An example of this is told at the very beginning when Martina was just accepted in the family. Because she found the book cover so beautiful, she had bought a notebook with a small castle. The father suspects that she wants to write a diary. No, it is just a notebook, says Martina when he asks her. But at the living room table, where the family always gathers to learn or work something else where everyone can see everyone over their shoulders, the father asks them to write in it. The father who has power does not prohibit. He asks Martina to write in order to perhaps learn something about her interior. The power is productive here – according to Michel Foucault. Writing as a means of control.
But how should it be otherwise, despite all foreclosure, life always penetrates the family. For example, there is the uncle who is so different from the parents.

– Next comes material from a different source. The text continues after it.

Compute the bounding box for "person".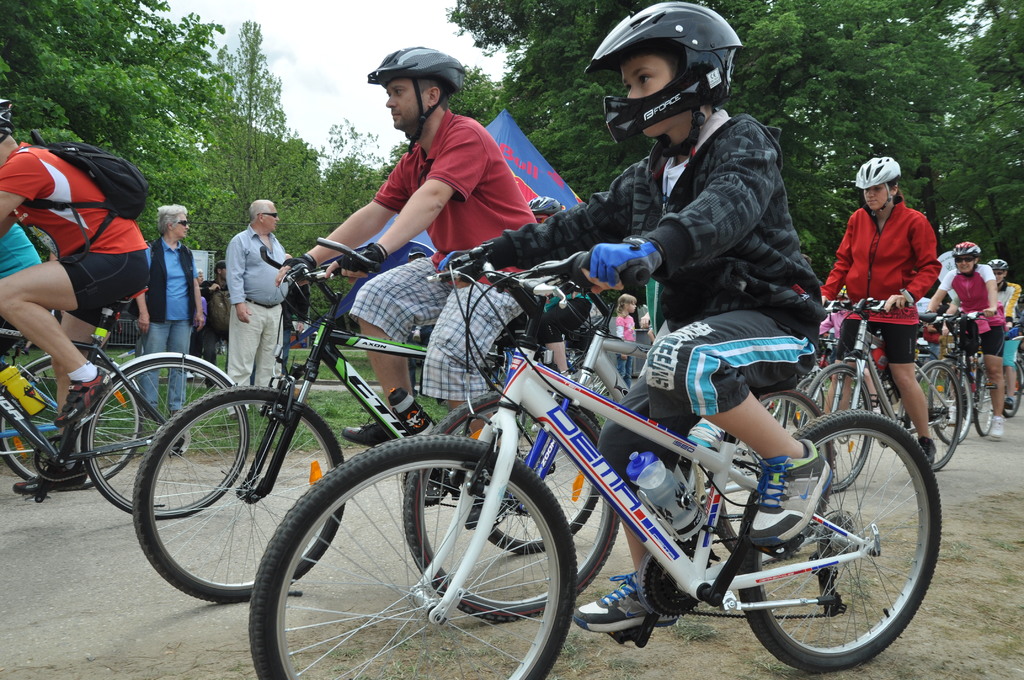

A fun -loving man who smokes and drinks, who is uneducated and the children spacious with things that are actually prohibited during his visit. He likes to provoke what leads to argument and thus questions the family regime. Even if Sara Mesa later tells of the episodes that the adult children drag around with her because of her family past, “the family” is an educational novel in this regard that deals with emancipation from the confines of origin.
Sara Mesa is not a great language artist, but she has a good sense of the narrative timing and psychology of her characters. She never loses sympathy for her unfortunate protagonists. This applies even to the father, in which the reader does not find out why he has so rigid claims to the family, whose misfortune also becomes clear in the end. And so in “the family” everyone is unhappy in their own way.
Sara Mesa: The family. A. d. Span. v. Peter Kulten. Wagenbach, 240 pages, born, 24 €.